Dirty Sexy Saint (Dirty Sexy #1)(2)
Harrison pushed his hands into the front pockets of his slacks, impatience etching his features. “I care about you, Samantha. That’s enough for me.”
She shook her head, while her father stood by, saying absolutely nothing. He wouldn’t change his mind and stand up for what she wanted. None of this was really about her, anyway.
“It’s not enough for me. I want more than just you caring about me. I deserve better, and I will not marry you. Ever.”
Conrad sighed in extreme annoyance. “Stop being so dramatic, Samantha. The arrangements have been made. You and Harrison will be getting married.”
The mandate made her stomach pitch, because she knew if she stayed in this house, she’d eventually end up Harrison’s wife. “It’s going to be hard to have a wedding when there isn’t a bride,” she said, then turned and headed for the door.
“Where are you going?” her father demanded.
That booming tone never failed to make her heart race in apprehension and usually caused her to obey. But she showed no signs of fear as she stopped and faced her father again. “I don’t know where I’m going, and I don’t care. I’m leaving this house, and I’m not coming back anytime soon. Not until you accept that I will not marry a man I don’t love.”
Conrad narrowed his gaze, his expression shrewd. “If you walk out of this house tonight, you leave with nothing but the clothes on your back.”
Her father wasn’t bluffing. The threat was real, because Conrad Jamieson would do anything to ensure he won this battle of wills. He very well could win, considering she depended on her parents for everything—a deliberate tactic on their part, and now she knew why. But she was more than a pawn in her father’s business, and if she hated how weak and vulnerable her dependency made her feel, it was time she did something about it. The threat of being cut off from the conveniences she’d always taken for granted was a terrifying prospect. But not as terrifying as remaining subservient to her father, marrying Harrison, and being miserable for the rest of her life.
Decision made, she continued her exit out of the study.
“Don’t worry, she’ll be back,” she heard her father reassure Harrison. “She’s not going to get very far without any financial resources.”
Tears of anger tightened in Samantha’s throat, and she swallowed them back. The fact that her father thought she was that incapable of taking care of herself felt like a knife in her heart and only helped to solidify her need to prove him wrong.
She rushed into the hall and nearly ran into her mother, who was standing just outside of the study, so beautiful and ageless, courtesy of fillers and plastic surgery. Judging by the horrified look on her face, she’d done her share of eavesdropping tonight, as well.
“Samantha, you can’t leave,” Cassandra said, a desperate note to her voice. “Why don’t we have Maggie make us a cup of tea and we can talk about this.”
Samantha loved Maggie—their sweet, kind, live-in housekeeper for the past twenty years. The older woman who’d rocked her to sleep at night when her own mother couldn’t be bothered and who’d dried her tears when some boy hurt her feelings.
Samantha swallowed hard and held firm to the choice she’d made. “There’s nothing to discuss, Mother. I love you, but I won’t be bartered in a business deal, and I won’t marry a man I don’t love.”
“Don’t be ridiculous, Samantha. Let’s sit down and talk. You can’t possibly mean to leave all this behind.”
“My life has to be about more than this,” she said, encompassing everything around her with a wave of her hand—the ostentatious twelve-thousand-square-foot estate home they lived in and the wealth and opulence she’d grown up with that had provided her with the best of everything.
“Your father is right. You’re not going to get very far before you realize what a huge mistake you’ve made,” Cassandra said in an attempt to change her mind.
She smiled sadly at her mother. “That’s a chance I’ll have to take.”
She headed to the foyer and grabbed the Louis Vuitton handbag she’d left on the entry table earlier and kept walking right out the massive double front doors. Car keys in hand, she slid into the Maserati GranTurismo her parents had given her on her twenty-fifth birthday. Her mind never stopped churning as she drove away from the massive estate in River Forest, until she’d reached the outskirts of Chicago.
Knowing it was just a matter of time before her father tracked her car to its location, she pulled into a parking lot of a twenty-four-hour grocery store. She brought her car to a stop in a front row slot so the security guard on duty would be able to keep an eye on the vehicle for a few hours. Because she was sure that’s all it would take for her father to locate the Maserati.
She had a small amount of cash on her, and there was no telling how much longer she’d have access to her credit cards before they were put on hold. She called a cab company, then got out of the car, tossed the keys and cell phone beneath the seat—since her father could track that, as well—and manually locked the door.
Within minutes, a taxi pulled up to where Samantha was waiting. The driver was a friendly young girl in her early twenties, and she was counting on the other woman to find her just the right place to celebrate her first night of freedom. A place where no one knew her or would judge her or would expect her to be the good girl she’d always been.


__TASK TO CARRY OUT__. It would help if you retyped the data exactly, leaving out the pictures.

╭─ STUDY MATERIAL

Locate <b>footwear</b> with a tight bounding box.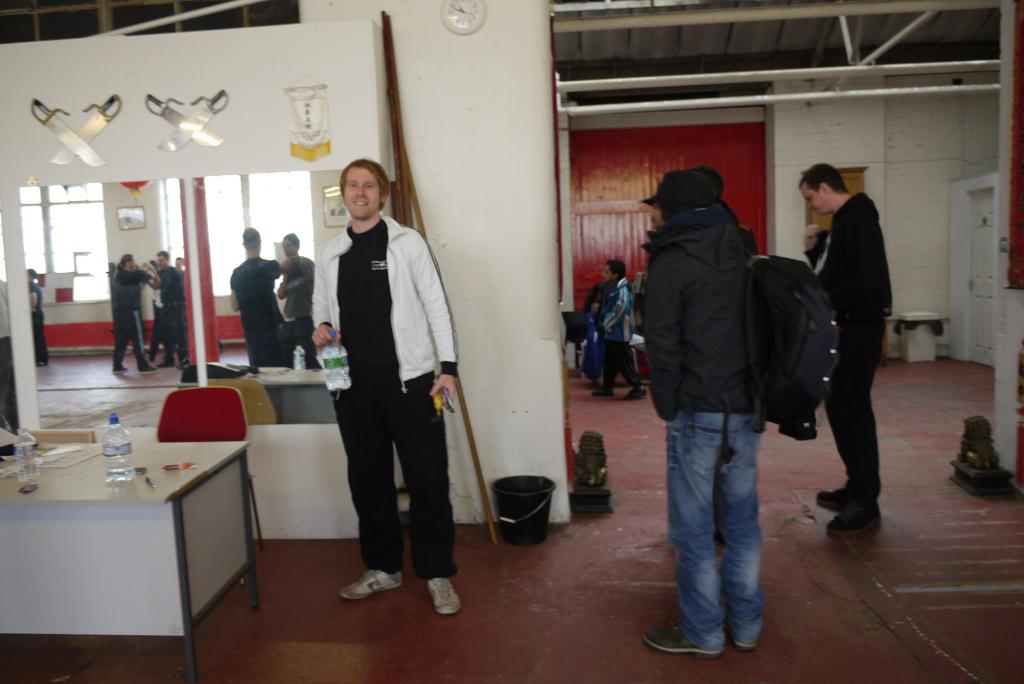
[left=718, top=627, right=755, bottom=656].
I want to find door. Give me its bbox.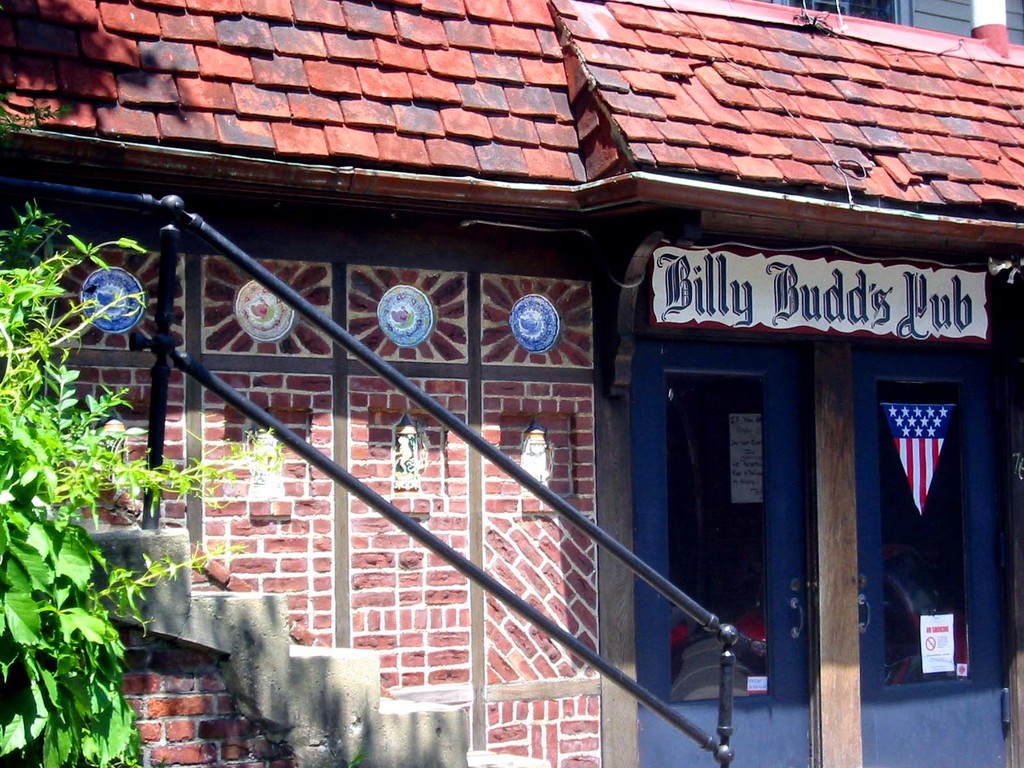
<region>635, 342, 811, 767</region>.
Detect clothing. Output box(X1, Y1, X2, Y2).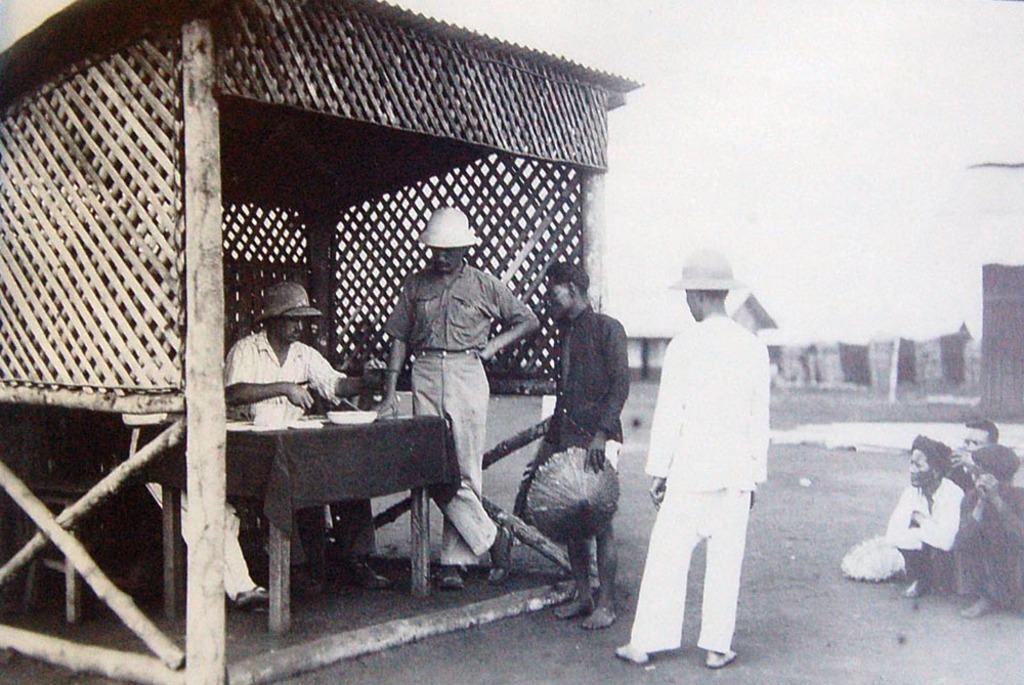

╰─

__RESULT OF THE EXERCISE__.
Locate <b>footwear</b> with a tight bounding box.
[left=718, top=627, right=755, bottom=656].
I want to find door. Give me its bbox.
<region>635, 342, 811, 767</region>.
Detect clothing. Output box(X1, Y1, X2, Y2).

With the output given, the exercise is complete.